What does pure C++ mean? Please explain the different versions of C++ like Visual C++ and GNU C++.
How about compilers for these types of C++?
What does pure C++ mean? Please explain the different versions of C++ like Visual C++ and GNU C++.
How about compilers for these types of C++?
Pure C++ means C++ as per the ISO standard, with none of the vendor-specific extensions being used.
That means it should be portable across all implementations that support the standard. Otherwise you may find yourself locked in to a specific vendor, not necessarily a bad thing, but you should understand the implications of that decision.
Pure C++ is the form of C++ which only uses semantics defined by the ISO C++ standard.
The code implemented in Pure C++ is fully portable accross all Standard compilant C++ compilers.
Implementations are allowed to provide their own extensions over the features provided by the C++ standard. Each compiler provides so in the form of compiler extensions.
Thus,
Pure C++ = Features provided by Standard C++
Visual C++ = Features provided by Standard C++ + MSVC compiler extensions.
GNU C++ = Features provided by Standard C++ + GNU compiler extensions.
There is no such thing as "Pure C++". Either it's C++ or it's not. There are some companies that have made extensions to C++, that have new keywords like "WinMain", which are not part of the C++ standard. Perhaps that's what you're referring to.
Stanley Lipman describes the terminology Microsoft invented for their C++/CLI hybrid at http://msdn.microsoft.com/en-us/magazine/cc163852.aspx :
C++/CLI represents an integration of the Kansas and Oz of native and managed programming. In this iteration, that has been done through a kind of separate but equal community of source-level and binary elements, including Mixed mode (source-level mix of native and CTS types, plus a binary mix of native and CIL object files), Pure mode (source-level mix of native and CTS types, all compiled to CIL object files), Native classes (can hold CTS types through a special wrapper class only), and CTS classes (can hold native types only as pointers).
So, "Pure" C++ in a Microsoft world is a term for a specific blend of proprietary features and ISO Standard C++ features.
Stanley's description differentiates it from "Native" - which matches what other existing answers to this question describe as "pure". In the general English usage of the word, of course "pure" would be "native" = ISO Standard. Ostensibly, Microsoft picked a blatantly misleading term, such that people following tutorials/references on "Pure C++" may be unknowingly locking themselves and their code into use of proprietary Microsoft extensions, and therefore frustrated in any later attempts to port them to other Operating Systems.
terms C++ like Visual C++ and GNU C++. How about compilers for these types of C++.
Visual C++ is Microsoft's brand name for their C++ and C++/CLI compiler. GNU is an organisation that produces myriad open-source software products including GCC - the GNU Compiler Collection, which includes a C++ compiler.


→ ASSIGNED TASK:
Look below for the line with "box as [x1,y1,x2,y2].", and from there restate every line word for word until the entries end.

(Records from a dataset)
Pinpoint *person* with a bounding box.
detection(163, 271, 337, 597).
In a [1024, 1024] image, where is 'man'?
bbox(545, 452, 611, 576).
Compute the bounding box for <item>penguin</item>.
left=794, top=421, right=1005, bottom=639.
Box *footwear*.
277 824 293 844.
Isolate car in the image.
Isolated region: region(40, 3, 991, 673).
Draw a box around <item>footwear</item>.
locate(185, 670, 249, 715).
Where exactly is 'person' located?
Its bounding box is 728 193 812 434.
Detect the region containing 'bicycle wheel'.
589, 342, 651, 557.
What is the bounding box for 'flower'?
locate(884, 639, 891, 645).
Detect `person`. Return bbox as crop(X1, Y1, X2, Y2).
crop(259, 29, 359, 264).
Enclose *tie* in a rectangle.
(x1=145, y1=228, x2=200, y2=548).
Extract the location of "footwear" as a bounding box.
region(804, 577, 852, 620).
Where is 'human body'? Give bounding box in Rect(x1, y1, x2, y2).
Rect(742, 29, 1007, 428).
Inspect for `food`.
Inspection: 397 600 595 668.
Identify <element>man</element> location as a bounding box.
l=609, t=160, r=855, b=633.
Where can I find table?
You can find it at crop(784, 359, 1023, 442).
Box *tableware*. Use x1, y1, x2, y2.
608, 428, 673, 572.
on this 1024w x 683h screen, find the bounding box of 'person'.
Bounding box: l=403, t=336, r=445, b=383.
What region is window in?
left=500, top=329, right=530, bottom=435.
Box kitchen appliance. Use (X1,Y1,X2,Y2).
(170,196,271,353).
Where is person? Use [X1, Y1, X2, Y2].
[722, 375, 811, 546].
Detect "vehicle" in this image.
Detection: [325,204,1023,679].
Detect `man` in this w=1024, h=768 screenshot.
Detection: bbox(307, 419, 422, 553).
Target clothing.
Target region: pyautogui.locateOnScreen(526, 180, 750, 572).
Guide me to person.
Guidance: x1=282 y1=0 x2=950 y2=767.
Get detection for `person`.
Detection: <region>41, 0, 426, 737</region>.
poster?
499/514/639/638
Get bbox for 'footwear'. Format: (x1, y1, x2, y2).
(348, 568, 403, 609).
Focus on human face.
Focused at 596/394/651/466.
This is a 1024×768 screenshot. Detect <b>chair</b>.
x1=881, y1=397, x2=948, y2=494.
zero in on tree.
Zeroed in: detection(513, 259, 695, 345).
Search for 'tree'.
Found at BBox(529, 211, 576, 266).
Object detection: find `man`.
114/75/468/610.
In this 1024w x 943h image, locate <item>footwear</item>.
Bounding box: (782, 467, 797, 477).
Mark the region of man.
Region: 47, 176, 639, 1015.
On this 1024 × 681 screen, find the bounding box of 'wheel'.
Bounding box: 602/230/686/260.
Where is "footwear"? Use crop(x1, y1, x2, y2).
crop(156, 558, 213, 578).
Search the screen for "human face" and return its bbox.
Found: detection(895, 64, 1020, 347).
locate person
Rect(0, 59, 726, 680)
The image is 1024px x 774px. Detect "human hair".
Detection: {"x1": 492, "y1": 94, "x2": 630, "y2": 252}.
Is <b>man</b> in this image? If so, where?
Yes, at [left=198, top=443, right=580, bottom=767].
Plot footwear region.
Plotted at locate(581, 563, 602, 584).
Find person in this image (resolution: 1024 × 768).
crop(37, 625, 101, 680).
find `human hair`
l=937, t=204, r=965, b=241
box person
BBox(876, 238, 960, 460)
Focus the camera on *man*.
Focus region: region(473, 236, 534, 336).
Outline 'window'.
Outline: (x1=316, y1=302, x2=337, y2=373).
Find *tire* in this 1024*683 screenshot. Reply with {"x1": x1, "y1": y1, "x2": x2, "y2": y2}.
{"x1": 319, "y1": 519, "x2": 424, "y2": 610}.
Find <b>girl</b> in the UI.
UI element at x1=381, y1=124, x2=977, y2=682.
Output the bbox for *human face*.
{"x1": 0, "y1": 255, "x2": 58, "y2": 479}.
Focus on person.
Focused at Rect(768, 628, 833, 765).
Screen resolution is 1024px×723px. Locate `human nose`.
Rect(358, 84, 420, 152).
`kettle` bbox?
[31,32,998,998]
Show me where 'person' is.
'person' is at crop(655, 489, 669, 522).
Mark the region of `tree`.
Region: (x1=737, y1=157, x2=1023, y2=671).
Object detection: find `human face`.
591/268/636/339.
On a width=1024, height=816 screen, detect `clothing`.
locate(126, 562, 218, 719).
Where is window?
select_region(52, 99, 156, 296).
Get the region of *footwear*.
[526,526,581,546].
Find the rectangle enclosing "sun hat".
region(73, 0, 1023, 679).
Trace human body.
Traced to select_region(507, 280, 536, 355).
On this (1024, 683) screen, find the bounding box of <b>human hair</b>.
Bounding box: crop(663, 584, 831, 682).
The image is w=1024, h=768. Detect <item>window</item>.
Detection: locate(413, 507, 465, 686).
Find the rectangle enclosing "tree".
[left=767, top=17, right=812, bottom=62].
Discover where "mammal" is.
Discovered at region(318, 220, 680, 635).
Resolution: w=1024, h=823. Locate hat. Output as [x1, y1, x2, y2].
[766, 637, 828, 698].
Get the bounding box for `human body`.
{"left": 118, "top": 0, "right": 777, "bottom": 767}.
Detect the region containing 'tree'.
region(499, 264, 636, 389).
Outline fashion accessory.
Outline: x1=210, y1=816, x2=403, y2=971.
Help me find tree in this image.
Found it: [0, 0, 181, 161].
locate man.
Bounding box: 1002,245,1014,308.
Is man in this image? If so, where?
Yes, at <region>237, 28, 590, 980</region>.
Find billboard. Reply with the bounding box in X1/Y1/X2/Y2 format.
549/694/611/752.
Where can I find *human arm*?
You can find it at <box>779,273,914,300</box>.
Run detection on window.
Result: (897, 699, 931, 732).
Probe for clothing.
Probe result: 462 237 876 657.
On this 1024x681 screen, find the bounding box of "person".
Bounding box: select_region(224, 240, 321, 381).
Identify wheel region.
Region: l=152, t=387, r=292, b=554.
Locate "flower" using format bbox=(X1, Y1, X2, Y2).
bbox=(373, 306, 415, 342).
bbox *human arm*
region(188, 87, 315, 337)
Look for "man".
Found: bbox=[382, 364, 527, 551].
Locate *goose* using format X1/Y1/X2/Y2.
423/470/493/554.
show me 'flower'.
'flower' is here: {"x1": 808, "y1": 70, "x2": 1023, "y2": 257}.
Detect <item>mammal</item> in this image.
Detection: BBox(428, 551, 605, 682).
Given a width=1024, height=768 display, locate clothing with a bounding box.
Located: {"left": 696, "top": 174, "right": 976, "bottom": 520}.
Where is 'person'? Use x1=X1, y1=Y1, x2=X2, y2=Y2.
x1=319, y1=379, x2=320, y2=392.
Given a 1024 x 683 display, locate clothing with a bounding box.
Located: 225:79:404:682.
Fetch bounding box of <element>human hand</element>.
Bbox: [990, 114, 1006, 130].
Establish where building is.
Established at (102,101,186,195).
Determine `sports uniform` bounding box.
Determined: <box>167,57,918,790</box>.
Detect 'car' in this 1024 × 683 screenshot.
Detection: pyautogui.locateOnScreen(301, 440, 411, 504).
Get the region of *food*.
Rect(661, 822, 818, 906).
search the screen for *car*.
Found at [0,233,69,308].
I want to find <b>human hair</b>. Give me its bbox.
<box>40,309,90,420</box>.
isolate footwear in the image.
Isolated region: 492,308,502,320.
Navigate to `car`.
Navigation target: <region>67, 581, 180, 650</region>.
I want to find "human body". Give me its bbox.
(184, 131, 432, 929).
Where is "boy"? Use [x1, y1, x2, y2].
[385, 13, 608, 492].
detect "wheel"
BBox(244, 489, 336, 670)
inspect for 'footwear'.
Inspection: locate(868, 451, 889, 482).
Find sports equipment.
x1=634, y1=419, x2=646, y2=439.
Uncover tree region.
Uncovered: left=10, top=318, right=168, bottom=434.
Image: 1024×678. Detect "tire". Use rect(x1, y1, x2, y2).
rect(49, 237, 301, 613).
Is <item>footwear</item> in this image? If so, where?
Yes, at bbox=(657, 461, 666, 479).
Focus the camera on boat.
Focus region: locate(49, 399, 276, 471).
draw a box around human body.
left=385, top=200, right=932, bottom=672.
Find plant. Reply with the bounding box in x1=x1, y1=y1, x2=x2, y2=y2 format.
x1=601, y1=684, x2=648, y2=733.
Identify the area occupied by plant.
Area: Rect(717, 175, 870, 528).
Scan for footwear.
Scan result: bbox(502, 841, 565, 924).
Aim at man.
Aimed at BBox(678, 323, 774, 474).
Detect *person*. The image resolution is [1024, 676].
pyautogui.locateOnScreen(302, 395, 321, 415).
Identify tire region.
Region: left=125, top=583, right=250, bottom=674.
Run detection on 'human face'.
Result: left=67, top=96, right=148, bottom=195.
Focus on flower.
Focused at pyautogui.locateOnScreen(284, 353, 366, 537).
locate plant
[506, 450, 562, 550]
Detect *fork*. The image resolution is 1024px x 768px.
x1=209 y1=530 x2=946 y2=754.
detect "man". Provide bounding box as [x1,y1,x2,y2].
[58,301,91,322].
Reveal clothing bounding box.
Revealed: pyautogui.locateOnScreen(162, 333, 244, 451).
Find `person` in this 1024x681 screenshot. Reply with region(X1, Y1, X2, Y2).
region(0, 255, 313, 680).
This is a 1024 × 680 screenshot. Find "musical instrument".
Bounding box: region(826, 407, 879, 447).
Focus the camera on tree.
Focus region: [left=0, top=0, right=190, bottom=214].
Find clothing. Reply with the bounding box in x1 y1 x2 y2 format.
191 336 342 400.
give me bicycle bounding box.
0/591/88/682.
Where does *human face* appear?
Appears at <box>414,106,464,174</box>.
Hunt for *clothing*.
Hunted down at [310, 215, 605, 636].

→ EXPECTED ANSWER:
detect "man". Provide bounding box as [x1,y1,x2,y2].
[58,301,91,322].
Reveal clothing bounding box.
Revealed: pyautogui.locateOnScreen(162, 333, 244, 451).
Find `person` in this 1024x681 screenshot. Reply with region(X1, Y1, X2, Y2).
region(0, 255, 313, 680).
This is a 1024 × 680 screenshot. Find "musical instrument".
Bounding box: region(826, 407, 879, 447).
Focus the camera on tree.
Focus region: [left=0, top=0, right=190, bottom=214].
Find clothing. Reply with the bounding box in x1 y1 x2 y2 format.
191 336 342 400.
give me bicycle bounding box.
0/591/88/682.
Where does *human face* appear?
Appears at <box>414,106,464,174</box>.
Hunt for *clothing*.
Hunted down at [310, 215, 605, 636].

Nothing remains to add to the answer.